The U.S. Congress is navigating yet another government funding deadline — the eighth in less than six months — and are at an impasse over sending aid to key allies in Ukraine, Taiwan and Israel. Divisions among Republicans in the House and Senate killed a major bipartisan border policy bill. Reforms to bedrock programs like Medicare and Social Security are desperately needed but no closer to getting passed. Meanwhile, the House of Representatives spent close to a month without a speaker last year due to infighting between moderate and hard right factions of the Republican party.
When U.S. Representative Chip Roy, a Republican from Texas, begged his colleagues in November to “give me one thing I can campaign on and say we did,” he was articulating what many lawmakers and observers were feeling: Congress isn’t working.
The simplest expression of this is the number of bills passed by Congress. Just twenty-seven bills were passed last year — a record low — but even before that, the number of bills signed into law by the president has been falling.
Down-under, we have some other mechanisms to try to preserve democracy:
Mandatory voting and preferential voting. This provides opportunities for third parties and independents who engage with voters.
Ethics Committees, used at state levels but pushes for a Federal Ethics Committee. “They allow Parliament to scrutinise the Executive more effectively, making it more responsible to the people”
Caps on political donations is another measure, supported by progressives but not yet by the conservatives.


[Work to be completed]
Copy out all the lines in the records that include the word "bounding".

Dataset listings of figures
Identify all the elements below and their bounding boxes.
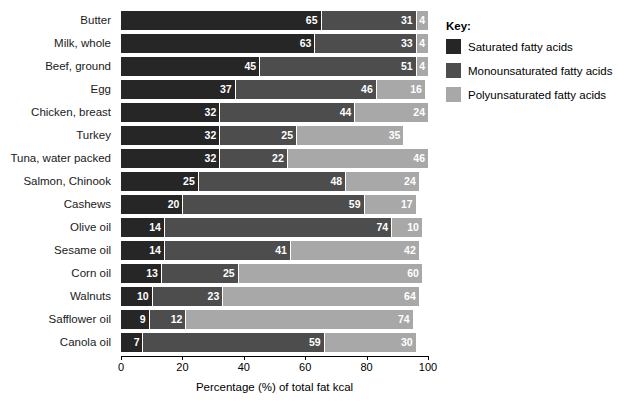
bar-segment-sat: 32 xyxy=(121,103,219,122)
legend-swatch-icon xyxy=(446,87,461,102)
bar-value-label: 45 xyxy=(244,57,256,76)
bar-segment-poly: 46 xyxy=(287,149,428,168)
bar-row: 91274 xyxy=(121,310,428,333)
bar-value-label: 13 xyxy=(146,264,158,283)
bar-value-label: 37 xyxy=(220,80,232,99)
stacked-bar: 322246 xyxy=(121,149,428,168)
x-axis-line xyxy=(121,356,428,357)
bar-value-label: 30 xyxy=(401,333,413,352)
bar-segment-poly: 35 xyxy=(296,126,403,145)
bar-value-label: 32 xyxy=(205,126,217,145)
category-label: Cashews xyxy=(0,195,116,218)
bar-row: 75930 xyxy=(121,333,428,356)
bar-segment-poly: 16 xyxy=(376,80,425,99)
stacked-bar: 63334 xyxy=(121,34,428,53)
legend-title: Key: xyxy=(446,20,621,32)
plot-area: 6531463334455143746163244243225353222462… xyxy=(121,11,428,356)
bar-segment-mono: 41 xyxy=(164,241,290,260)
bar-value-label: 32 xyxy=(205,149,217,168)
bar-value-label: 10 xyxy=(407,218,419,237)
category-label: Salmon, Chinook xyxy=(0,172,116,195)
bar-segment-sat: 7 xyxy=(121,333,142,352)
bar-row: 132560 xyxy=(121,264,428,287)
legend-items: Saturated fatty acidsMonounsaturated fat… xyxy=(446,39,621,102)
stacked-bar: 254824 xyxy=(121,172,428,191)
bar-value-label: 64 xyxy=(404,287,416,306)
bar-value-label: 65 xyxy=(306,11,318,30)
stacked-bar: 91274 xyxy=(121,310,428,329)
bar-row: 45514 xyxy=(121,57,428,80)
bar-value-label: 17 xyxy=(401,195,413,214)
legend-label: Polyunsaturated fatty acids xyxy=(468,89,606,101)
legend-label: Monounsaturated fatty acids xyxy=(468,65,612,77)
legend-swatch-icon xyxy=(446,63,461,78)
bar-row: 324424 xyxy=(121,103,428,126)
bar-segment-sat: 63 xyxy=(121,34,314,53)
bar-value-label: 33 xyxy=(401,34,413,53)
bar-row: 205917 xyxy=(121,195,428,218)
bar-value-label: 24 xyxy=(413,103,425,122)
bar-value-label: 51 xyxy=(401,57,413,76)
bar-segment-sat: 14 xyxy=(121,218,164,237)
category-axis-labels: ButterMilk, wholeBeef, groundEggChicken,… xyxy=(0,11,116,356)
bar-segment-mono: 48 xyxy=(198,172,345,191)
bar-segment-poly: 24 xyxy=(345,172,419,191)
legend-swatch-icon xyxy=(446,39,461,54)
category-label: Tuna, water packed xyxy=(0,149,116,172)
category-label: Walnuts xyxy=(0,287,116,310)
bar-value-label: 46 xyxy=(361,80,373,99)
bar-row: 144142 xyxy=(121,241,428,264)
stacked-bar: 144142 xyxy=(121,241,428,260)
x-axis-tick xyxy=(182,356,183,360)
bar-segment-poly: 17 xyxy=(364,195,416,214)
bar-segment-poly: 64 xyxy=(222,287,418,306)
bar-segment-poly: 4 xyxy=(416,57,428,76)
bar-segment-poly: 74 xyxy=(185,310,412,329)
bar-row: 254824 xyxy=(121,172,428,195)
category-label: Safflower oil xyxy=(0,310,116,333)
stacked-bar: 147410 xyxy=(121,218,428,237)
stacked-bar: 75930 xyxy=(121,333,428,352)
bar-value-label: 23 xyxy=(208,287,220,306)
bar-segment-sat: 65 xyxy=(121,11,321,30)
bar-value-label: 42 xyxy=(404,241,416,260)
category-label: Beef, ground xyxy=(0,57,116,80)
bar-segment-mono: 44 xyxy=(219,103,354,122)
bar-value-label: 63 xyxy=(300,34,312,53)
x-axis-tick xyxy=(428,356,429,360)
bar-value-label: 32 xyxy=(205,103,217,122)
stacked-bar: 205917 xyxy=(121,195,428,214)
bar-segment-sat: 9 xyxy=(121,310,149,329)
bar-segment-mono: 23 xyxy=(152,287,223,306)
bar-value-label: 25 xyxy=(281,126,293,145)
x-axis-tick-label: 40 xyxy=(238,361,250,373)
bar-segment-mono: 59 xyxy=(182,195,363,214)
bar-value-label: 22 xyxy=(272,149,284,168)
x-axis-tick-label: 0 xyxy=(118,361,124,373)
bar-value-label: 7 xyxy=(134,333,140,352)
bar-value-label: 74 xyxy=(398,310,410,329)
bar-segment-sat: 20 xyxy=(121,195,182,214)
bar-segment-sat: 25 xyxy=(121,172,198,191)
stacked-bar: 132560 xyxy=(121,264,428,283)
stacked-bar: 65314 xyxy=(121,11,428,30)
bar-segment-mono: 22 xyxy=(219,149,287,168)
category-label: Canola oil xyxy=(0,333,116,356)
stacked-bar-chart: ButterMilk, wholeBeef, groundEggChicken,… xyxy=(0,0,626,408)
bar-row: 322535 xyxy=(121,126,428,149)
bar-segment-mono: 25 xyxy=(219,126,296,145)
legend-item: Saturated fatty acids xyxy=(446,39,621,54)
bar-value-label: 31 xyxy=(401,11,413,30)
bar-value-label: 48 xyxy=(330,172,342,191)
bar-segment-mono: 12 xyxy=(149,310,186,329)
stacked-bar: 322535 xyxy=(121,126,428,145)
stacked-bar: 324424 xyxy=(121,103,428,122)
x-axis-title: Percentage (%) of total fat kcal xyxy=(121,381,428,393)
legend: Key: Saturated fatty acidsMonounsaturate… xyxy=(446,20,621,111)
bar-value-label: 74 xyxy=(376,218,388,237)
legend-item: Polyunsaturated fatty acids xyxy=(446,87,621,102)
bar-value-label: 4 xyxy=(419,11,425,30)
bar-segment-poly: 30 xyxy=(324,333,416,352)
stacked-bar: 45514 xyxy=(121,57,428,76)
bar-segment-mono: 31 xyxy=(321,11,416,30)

* * *

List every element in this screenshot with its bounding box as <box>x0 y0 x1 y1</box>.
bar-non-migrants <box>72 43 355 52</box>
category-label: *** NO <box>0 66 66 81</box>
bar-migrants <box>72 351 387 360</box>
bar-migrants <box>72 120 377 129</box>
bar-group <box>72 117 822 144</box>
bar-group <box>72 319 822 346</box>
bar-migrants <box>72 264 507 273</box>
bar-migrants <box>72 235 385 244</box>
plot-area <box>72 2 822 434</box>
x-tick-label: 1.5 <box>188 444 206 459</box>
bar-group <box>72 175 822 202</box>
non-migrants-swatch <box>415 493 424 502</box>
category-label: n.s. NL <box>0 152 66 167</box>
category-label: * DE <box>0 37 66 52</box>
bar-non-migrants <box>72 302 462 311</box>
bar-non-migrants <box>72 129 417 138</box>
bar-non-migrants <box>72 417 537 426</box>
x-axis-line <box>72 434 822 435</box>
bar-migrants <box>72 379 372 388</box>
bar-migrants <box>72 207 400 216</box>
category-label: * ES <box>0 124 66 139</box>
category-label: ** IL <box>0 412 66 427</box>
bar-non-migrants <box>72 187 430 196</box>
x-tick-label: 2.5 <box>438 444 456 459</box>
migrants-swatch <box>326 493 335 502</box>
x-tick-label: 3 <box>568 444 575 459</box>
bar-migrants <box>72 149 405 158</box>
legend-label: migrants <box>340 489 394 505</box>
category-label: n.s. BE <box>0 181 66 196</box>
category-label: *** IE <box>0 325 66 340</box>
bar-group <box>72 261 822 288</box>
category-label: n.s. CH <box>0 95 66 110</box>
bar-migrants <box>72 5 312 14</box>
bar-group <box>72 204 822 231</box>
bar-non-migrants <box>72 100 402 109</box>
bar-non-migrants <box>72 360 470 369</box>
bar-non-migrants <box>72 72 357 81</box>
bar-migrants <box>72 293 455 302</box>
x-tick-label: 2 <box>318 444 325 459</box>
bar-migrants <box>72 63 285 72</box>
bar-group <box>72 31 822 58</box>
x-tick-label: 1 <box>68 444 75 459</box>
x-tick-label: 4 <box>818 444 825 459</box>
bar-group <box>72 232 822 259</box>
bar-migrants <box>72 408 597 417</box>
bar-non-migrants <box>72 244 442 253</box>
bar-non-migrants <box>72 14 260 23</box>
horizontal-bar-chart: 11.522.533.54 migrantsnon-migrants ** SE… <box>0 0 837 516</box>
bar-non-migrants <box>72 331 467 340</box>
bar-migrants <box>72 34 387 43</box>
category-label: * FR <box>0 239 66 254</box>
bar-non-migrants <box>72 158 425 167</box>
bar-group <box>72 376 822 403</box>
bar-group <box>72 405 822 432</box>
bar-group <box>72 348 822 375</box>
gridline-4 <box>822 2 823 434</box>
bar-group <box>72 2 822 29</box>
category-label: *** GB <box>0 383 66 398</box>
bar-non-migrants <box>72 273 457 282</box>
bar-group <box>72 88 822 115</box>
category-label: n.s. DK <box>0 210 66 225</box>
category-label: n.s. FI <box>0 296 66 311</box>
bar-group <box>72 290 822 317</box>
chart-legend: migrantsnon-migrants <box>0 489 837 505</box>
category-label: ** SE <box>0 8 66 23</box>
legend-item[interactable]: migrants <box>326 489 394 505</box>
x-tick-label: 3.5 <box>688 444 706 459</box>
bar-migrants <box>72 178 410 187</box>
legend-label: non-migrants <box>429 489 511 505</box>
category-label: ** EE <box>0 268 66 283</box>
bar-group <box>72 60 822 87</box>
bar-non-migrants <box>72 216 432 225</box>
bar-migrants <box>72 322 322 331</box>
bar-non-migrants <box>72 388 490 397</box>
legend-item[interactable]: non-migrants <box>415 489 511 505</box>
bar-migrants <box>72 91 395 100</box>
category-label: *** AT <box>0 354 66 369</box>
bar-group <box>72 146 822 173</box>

[Response to the task]
Identify all the elements below and their bounding boxes.
List every element in this screenshot with its bounding box as <box>x0 y0 x1 y1</box>.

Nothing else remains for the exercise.